Although I had written the basic plot of “Intentions” over the Summer of 2012 (and thought I’d have to wait till next summer to shoot it), the project only came into its own when I saw connections between it and the RCID 813: Woolf, Theory, Space and Place graduate seminar I am taking from Prof. Lisa Sparks this fall. My PhD (in Rhetorics, Communication, and Information Design at Clemson University) is a transdisciplinary program where we take grad courses (two years of course work before exams and dissertation) from professors throughout the humanities, and we are often encouraged to make creative works (“Intentions” being one of them) alongside traditional academic papers for publishing in journals and presenting at conferences.
Many of “Intentions’” themes are inspired by Virginia Woolf and theorists who we studied in the course: Foucault, de Certeau, and Bachelard. Among these thinkers I found common connections between the productive aspects of power (knowledge and discipline acting on the mind and body) at work in individuals’ daily lives (e.g., how they identify themselves), the fiction of privileged vantage points, and the individuals’ ability to break out of homogenized narratives and perceptions of space and time.
For this project Woolf provides inspiration formally in the writing of the script and the camera work, as well as thematically in dealing with the individual’s perception of interior and exterior space, being able to directly communicate emotion (being “Greek”), the individual’s ability to self-police their thoughts and therefore control themselves and the world around them, and how these small inner power struggles we attempt to win are related to (or can lead to) bigger more problematic external ones: violence, war, and patriarchal/imperialistic ends.
However, I wanted to take the themes that Woolf deals with and transpose them for a wider audience of today. Therefore, I also drew from more current influences: the films of Woody Allen, Tina Fey’s 30 Rock, Alain Resnais’ film “Public Fears in Private Places,” and Sytske Kok’s short film “The Chinese Wall.” In my opinion these works have continued the Woolfian tradition of revealing internal and external power structures in order to analyze our own personal intentions. In essence: help the individual viewer deal with themselves and the world around them.

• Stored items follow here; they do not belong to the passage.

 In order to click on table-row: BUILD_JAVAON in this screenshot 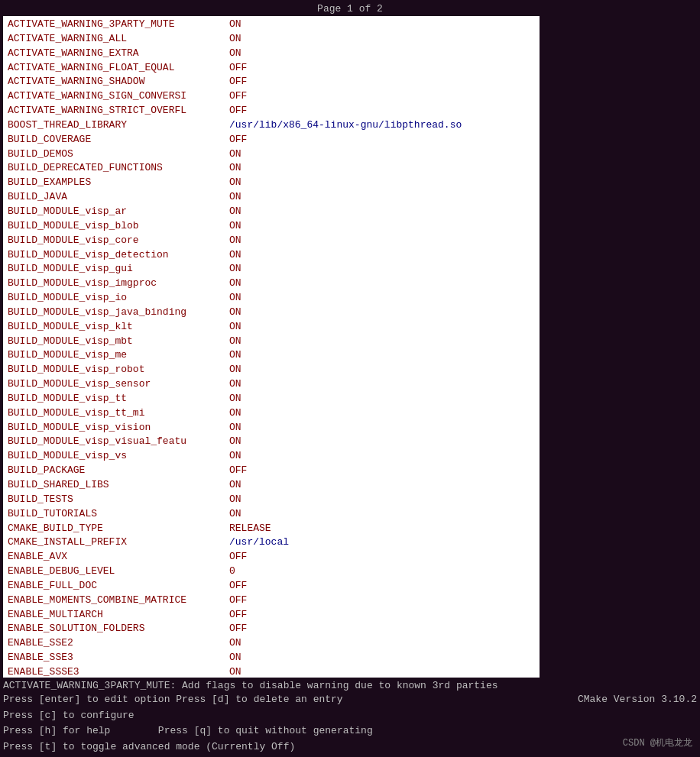, I will do `click(271, 197)`.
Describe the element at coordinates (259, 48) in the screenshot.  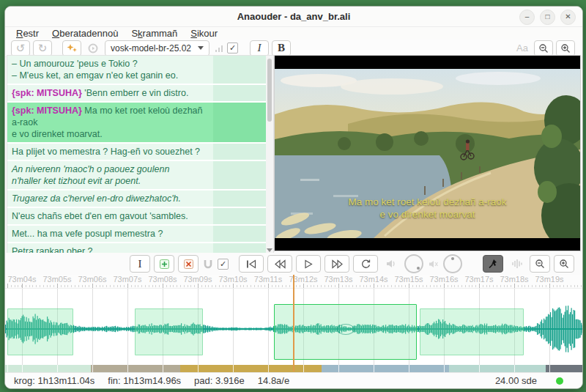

Through the use of inner monologue the viewer of “Intentions” gets to see how the motives of the characters are played out, and how these motives often become detached from their original intentions. Through the use of miscommunication it becomes apparent when the characters don’t hear each other correctly, or take something the wrong way. However, I do not want “Intentions” to devolve into a pessimism or nihilism. While the characters continually miscommunicate, and while both can be accused of being narcissistic and shallow at times, both of them continually attempt to escape their faulty pre/ill-conceived judgments of the other person, and both are willing to change in order to find common ground. There will also be times in “Intentions” where miscommunications work to impress the other person, when their original intent was not as charming, and vice versa. So it is important for me to not only show how faulty premises and conclusions are developed over the course of the interaction, but how the characters are able to work through them and arrive in more aware state, detached from their original petty motives.